Meta beats Q2 expectations, stock jumps on better-than-anticipated Q3 outlook

Facebook parent Meta (META) reported its second quarter earnings on Wednesday, outperforming expectations and offering a better-than-expected outlook for Q3. The company says it anticipated between $47.5 billion and $50.5 billion in third quarter revenue, well ahead of the $46.2 billion Wall Street was calling for.

Meta stock jumped more than 8% immediately following the announcement.

For Q2, Meta saw earnings per share (EPS) of $7.14 on revenue of $47.5 billion. Analysts were anticipating EPS of $5.89 on revenue of $44.83 billion, according to Bloomberg consensus estimates. The company saw EPS of $5.16 and revenue of $39.07 billion in the same period last year.

Advertising revenue came in at $46.5 billion compared to an expected $44.07 billion. The company’s Reality Labs segment saw a loss of $4.5 billion versus expectations of $4.8 billion.

The earnings announcement comes amid Meta’s AI spending and hiring spree.

Last week, CEO Mark Zuckerberg announced former OpenAI (OPAI.PVT) researcher Shengjia Zhao, who helped develop the company’s ChatGPT model, had been named founder and chief scientist of Meta’s Superintelligence Lab.

Prior to Zhao, Meta invested $14.3 billion in Scale AI (SCAI.PVT) and hired its CEO, Alexandr Wang. The company also hired former GitHub CEO Nat Friedman and Safe Superintelligence CEO Daniel Gross. Zuckerberg also poached Apple’s (AAPL) head of AI foundation models, Ruoming Pang, according to Bloomberg.

Meta is also spending on AI data centers, with Zuckerberg saying last week that the company is investing hundreds of billions of dollars to build several multi-gigawatt data centers around the country. One such facility, called Hyperion, will eventually scale up to support up to 5 gigawatts, or 5 billion watts, of capacity.

CFO Susan Li addressed the spending in the earnings release, saying that the company expected to increase its expenditures in the year ahead.
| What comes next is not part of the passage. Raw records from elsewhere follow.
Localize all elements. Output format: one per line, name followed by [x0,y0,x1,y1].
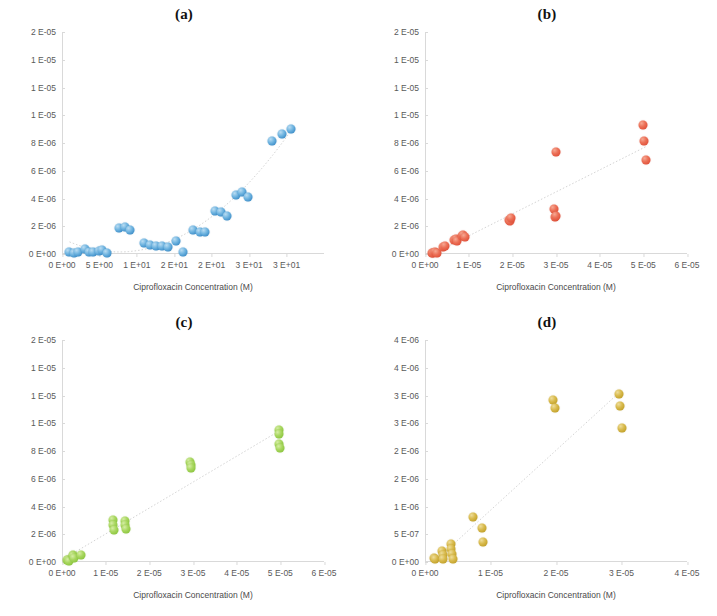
panel-c-y-tick: 1 E-05 [31,363,62,373]
panel-b-y-tick: 1 E-05 [394,110,425,120]
panel-a-x-axis-label: Ciprofloxacin Concentration (M) [62,282,324,292]
tick-mark-icon [556,562,557,565]
panel-a-y-tick: 2 E-06 [31,221,62,231]
panel-b-y-tick: 2 E-06 [394,221,425,231]
panel-b-x-tick: 0 E+00 [411,254,438,270]
panel-d-x-tick: 2 E-05 [543,562,568,578]
figure-four-panel-scatter: (a) Load (g Ciprofloxacin / g Polymer) 0… [0,0,717,616]
panel-b-y-tick: 4 E-06 [394,194,425,204]
panel-d-y-tick: 2 E-06 [394,446,425,456]
panel-a-y-tick: 1 E-05 [31,110,62,120]
tick-mark-icon [287,254,288,257]
panel-d-x-tick: 0 E+00 [411,562,438,578]
panel-c-y-tick: 6 E-06 [31,474,62,484]
panel-c-y-tick: 2 E-06 [31,529,62,539]
panel-a-title: (a) [0,6,358,23]
panel-c-y-tick: 1 E-05 [31,418,62,428]
panel-c-x-tick: 4 E-05 [224,562,249,578]
tick-mark-icon [425,254,426,257]
tick-mark-icon [62,254,63,257]
panel-a-y-tick: 2 E-05 [31,27,62,37]
panel-a-x-tick: 0 E+00 [48,254,75,270]
panel-d-x-tick: 4 E-05 [674,562,699,578]
panel-d-y-tick: 3 E-06 [394,418,425,428]
tick-mark-icon [600,254,601,257]
panel-d-y-tick: 3 E-06 [394,391,425,401]
panel-a-y-tick: 1 E-05 [31,83,62,93]
panel-c: (c) Load (g Ciprofloxacin / g Polymer) 0… [0,308,358,616]
panel-b-y-tick: 6 E-06 [394,166,425,176]
tick-mark-icon [687,562,688,565]
panel-b-x-tick: 1 E-05 [456,254,481,270]
tick-mark-icon [193,562,194,565]
panel-b-x-tick: 4 E-05 [587,254,612,270]
panel-d-y-tick: 5 E-07 [394,529,425,539]
panel-d-y-tick: 4 E-06 [394,335,425,345]
tick-mark-icon [249,254,250,257]
panel-c-title: (c) [0,314,358,331]
panel-b-trendline [425,32,687,254]
panel-b-title: (b) [359,6,717,23]
panel-b-x-tick: 5 E-05 [631,254,656,270]
panel-a-x-tick: 2 E+01 [161,254,188,270]
panel-b-x-axis-label: Ciprofloxacin Concentration (M) [425,282,687,292]
tick-mark-icon [425,562,426,565]
panel-c-x-tick: 3 E-05 [180,562,205,578]
panel-d-plot-area: 0 E+005 E-071 E-062 E-062 E-063 E-063 E-… [425,340,687,562]
tick-mark-icon [174,254,175,257]
tick-mark-icon [237,562,238,565]
panel-a-y-tick: 8 E-06 [31,138,62,148]
tick-mark-icon [687,254,688,257]
panel-b-plot-area: 0 E+002 E-064 E-066 E-068 E-061 E-051 E-… [425,32,687,254]
tick-mark-icon [621,562,622,565]
panel-d-trendline [425,340,687,562]
panel-c-x-tick: 1 E-05 [93,562,118,578]
tick-mark-icon [212,254,213,257]
tick-mark-icon [643,254,644,257]
panel-d-x-tick: 1 E-05 [478,562,503,578]
panel-c-x-axis-label: Ciprofloxacin Concentration (M) [62,590,324,600]
panel-a-trendline [62,32,324,254]
tick-mark-icon [99,254,100,257]
panel-a-y-tick: 1 E-05 [31,55,62,65]
panel-c-y-tick: 4 E-06 [31,502,62,512]
panel-c-y-tick: 2 E-05 [31,335,62,345]
tick-mark-icon [62,562,63,565]
panel-b-x-tick: 2 E-05 [500,254,525,270]
tick-mark-icon [490,562,491,565]
panel-a-y-tick: 6 E-06 [31,166,62,176]
tick-mark-icon [324,562,325,565]
panel-d-y-tick: 4 E-06 [394,363,425,373]
tick-mark-icon [556,254,557,257]
panel-b-y-tick: 1 E-05 [394,83,425,93]
panel-b-y-tick: 1 E-05 [394,55,425,65]
panel-c-y-tick: 1 E-05 [31,391,62,401]
panel-a: (a) Load (g Ciprofloxacin / g Polymer) 0… [0,0,358,308]
panel-c-x-tick: 6 E-05 [311,562,336,578]
panel-a-x-tick: 5 E+00 [86,254,113,270]
panel-c-trendline [62,340,324,562]
panel-d-y-tick: 1 E-06 [394,502,425,512]
panel-a-x-tick: 1 E+01 [123,254,150,270]
panel-a-y-tick: 4 E-06 [31,194,62,204]
panel-d-x-tick: 3 E-05 [609,562,634,578]
panel-a-x-tick: 3 E+01 [273,254,300,270]
panel-a-x-tick: 3 E+01 [236,254,263,270]
tick-mark-icon [106,562,107,565]
tick-mark-icon [280,562,281,565]
panel-b-x-tick: 3 E-05 [543,254,568,270]
panel-b-y-tick: 2 E-05 [394,27,425,37]
panel-c-x-tick: 2 E-05 [137,562,162,578]
panel-d-title: (d) [359,314,717,331]
panel-d-x-axis-label: Ciprofloxacin Concentration (M) [425,590,687,600]
tick-mark-icon [149,562,150,565]
panel-d-y-tick: 2 E-06 [394,474,425,484]
panel-d: (d) Load (g Ciprofloxacin / g Polymer) 0… [359,308,717,616]
panel-c-x-tick: 0 E+00 [48,562,75,578]
panel-b-y-tick: 8 E-06 [394,138,425,148]
panel-a-plot-area: 0 E+002 E-064 E-066 E-068 E-061 E-051 E-… [62,32,324,254]
panel-a-x-tick: 2 E+01 [198,254,225,270]
panel-b-x-tick: 6 E-05 [674,254,699,270]
tick-mark-icon [469,254,470,257]
tick-mark-icon [137,254,138,257]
“The largest single driver of growth will be infrastructure costs, driven by a sharp acceleration in depreciation expense growth and higher operating costs as we continue to scale up our infrastructure fleet,” Li wrote.

“Aside from infrastructure, we expect the second-largest driver of growth to be employee compensation as we add technical talent in priority areas and recognize a full year of compensation expenses for employees hired throughout 2025. We expect these factors will result in a 2026 year-over-year expense growth rate that is above the 2025 expense growth rate.”

Read more: Live coverage of corporate earnings

While Meta is spending truckloads of money on its AI buildout, it’s also seeing some early returns on its investments. And Wall Street is liking what it sees.

“Given audience scale, we continue to see Meta as one of the best AI opportunity stocks, with potential revenue upside as AI capabilities are integrated into the ad stack,” BofA Global Research analyst Justin Post wrote in an investor note ahead of Meta’s earnings.

Meta is also pushing further into the smart glasses space as another avenue to generate AI revenue. The company already offers its Ray-Ban Meta smart glasses, and in June, it unveiled its Oakley Meta glasses. The company is also working on standalone AI glasses that it will release in the future. All of this comes as Meta continues its push into what Zuckerberg calls “personal superintelligence.”

On Wednesday, the CEO released a statement saying that developing superintelligence is in sight now and explaining his company’s vision for the technology.

“As profound as the abundance produced by AI may one day be, an even more meaningful impact on our lives will likely come from everyone having a personal superintelligence that helps you achieve your goals, create what you want to see in the world, experience any adventure, be a better friend to those you care about, and grow to become the person you aspire to be,” Zuckerberg wrote.

“This is distinct from others in the industry who believe superintelligence should be directed centrally towards automating all valuable work, and then humanity will live on a dole of its output.”